The tone of my tweets ranges from factual to philosophical and sociological. I never use sarcasm and rarely humour, but I do like to follow people who excel in those genres.

I myself follow about 650 people: journalists, columnists, researchers and influential decision makers. I choose to follow someone because I know I will learn something by doing so but I am weary of people who tweet too much. I think a ratio of three tweets per follower is good; ten tweets per follower or more turns me off: it’s an indicator of lack of substance.

My first tweets are between 5:30 a.m. to 7:30 a.m. They are mostly news items from Europe – I’m a constant reader of The Guardian’s Culture section and I follow, among others, the cultural policy watch Twitter account @cultureveille. My second round of tweets occurs around 7 p.m. with primarily Canadian content.

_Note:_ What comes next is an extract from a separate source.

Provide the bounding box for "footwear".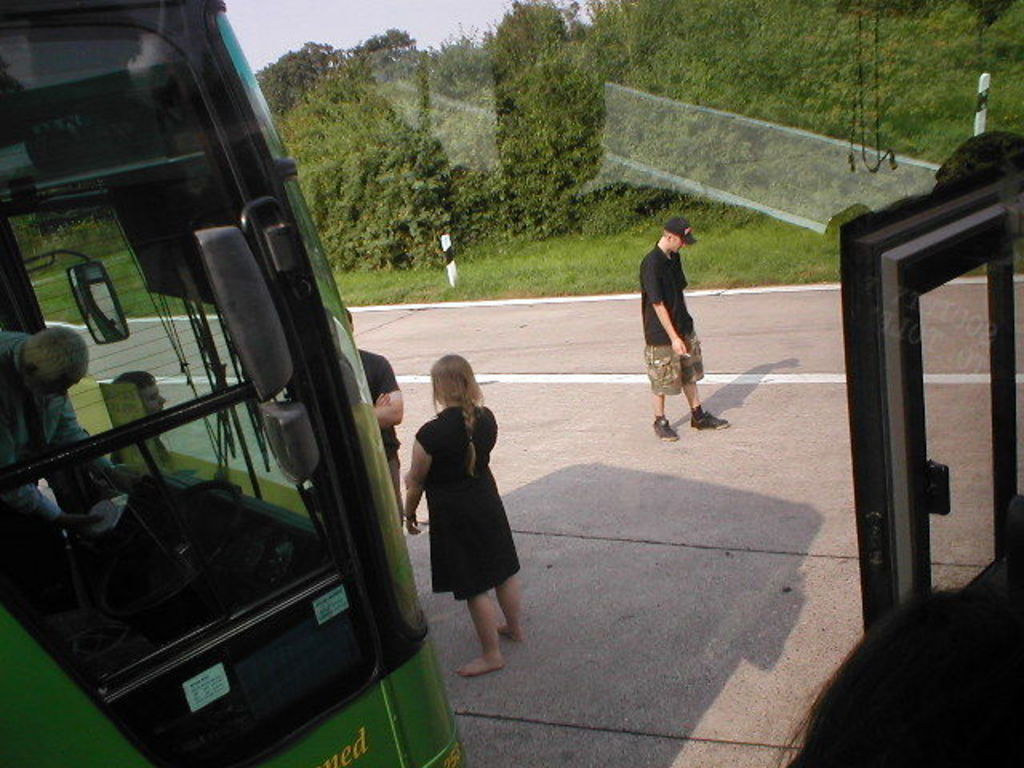
x1=690 y1=405 x2=730 y2=430.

Twitter is an essential part of my day and of the way I connect to the world. I absolutely love it!

How have new technologies influenced your artistic practice and sense of place in the world?

laakuuluk

[Matthew wrote: Hello folks, I am so sorry I missed the chat. I shall edit- as penance.]

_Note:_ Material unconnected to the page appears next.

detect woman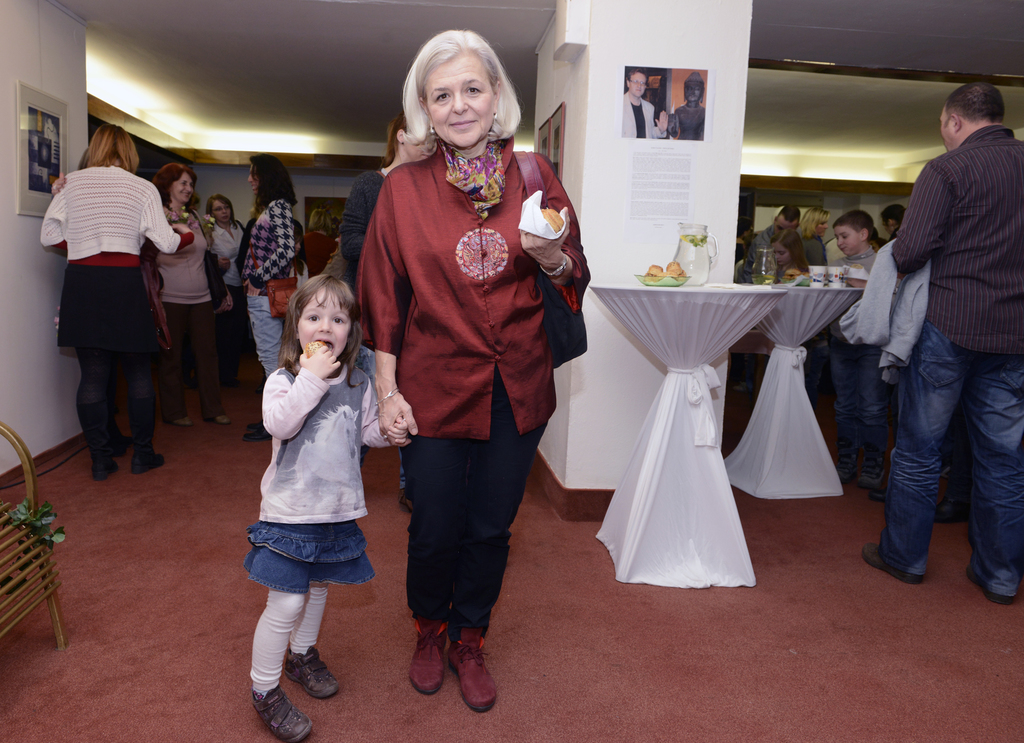
box(797, 208, 829, 263)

Amy: Great photo. I’m jealous you always have the first and great photos!

Laakkuluk: ha ha – I couldn’t resist the opportunity to ham it up

Amy: Was gong to take a photo of my iphone with my ipad!

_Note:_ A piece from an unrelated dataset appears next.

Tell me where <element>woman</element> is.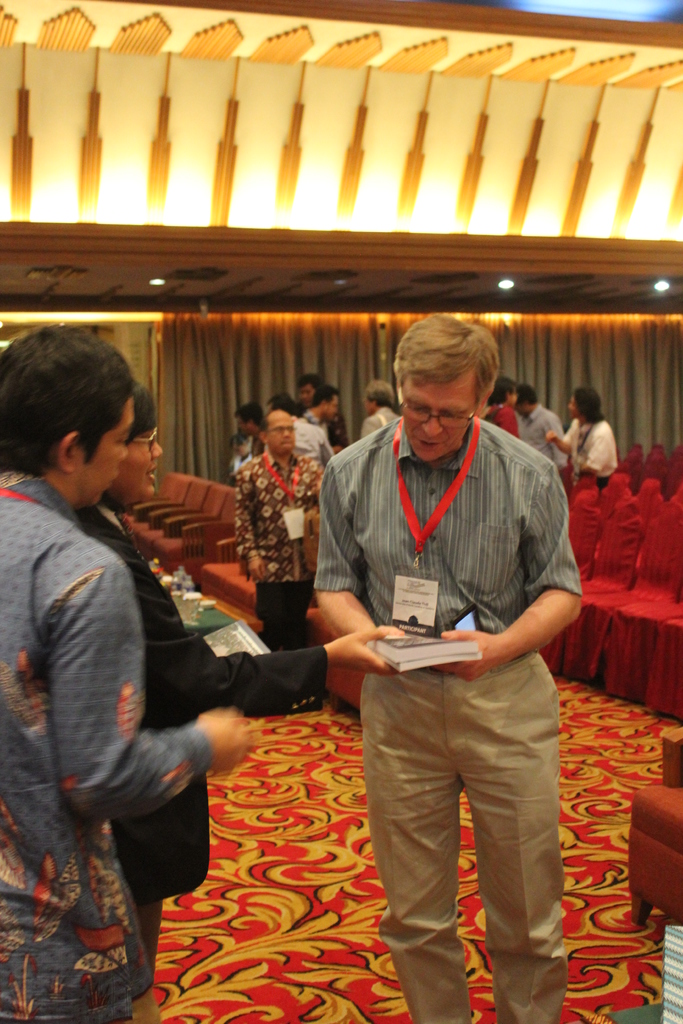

Laakkuluk: Or a picture of you checking your iphone while cooking supper?

Amy: Checking my iphone [while] making supper is only normal! Texting my daughter to see if she’s coming home to eat with us!

Laakkuluk: Isn’t that sort of answering the question at hand though?

Amy: Yes, our sense of place in the world, or in our family. About Art? I wonder if technology is used too much in live theatre now. Sometimes it just gets on my nerves… Sometimes I love it though. But it seems like cheating to be putting a lot of film in live theatre!

Laakkuluk: I know what you mean. It can either be really beautiful and appropriate or far too gimmicky. Where’s our main man on the west coast?

Amy: HMMMM, Matthew Where are you!!!! (echo echo) I haven’t seen any emails from him.

Laakkuluk: No – he hasn’t responded at all. Wonder if he’s under the weather, or travelling.

[Matthew’s note: No, I was in a government office.]

Laakkuluk: We’re having a “summit” on the spoken word this weekend

Amy: Ah, yes, the poets are arriving. Exciting. Will they all be using their ipads and laptops…technologies…word processors.

Laakkuluk: Definitely the young ones. We’re going to be learning about looping pedals over the weekend. The elders will just be using their incredible intellects to tell their stories! Most of my work starts off as a poetry exercise.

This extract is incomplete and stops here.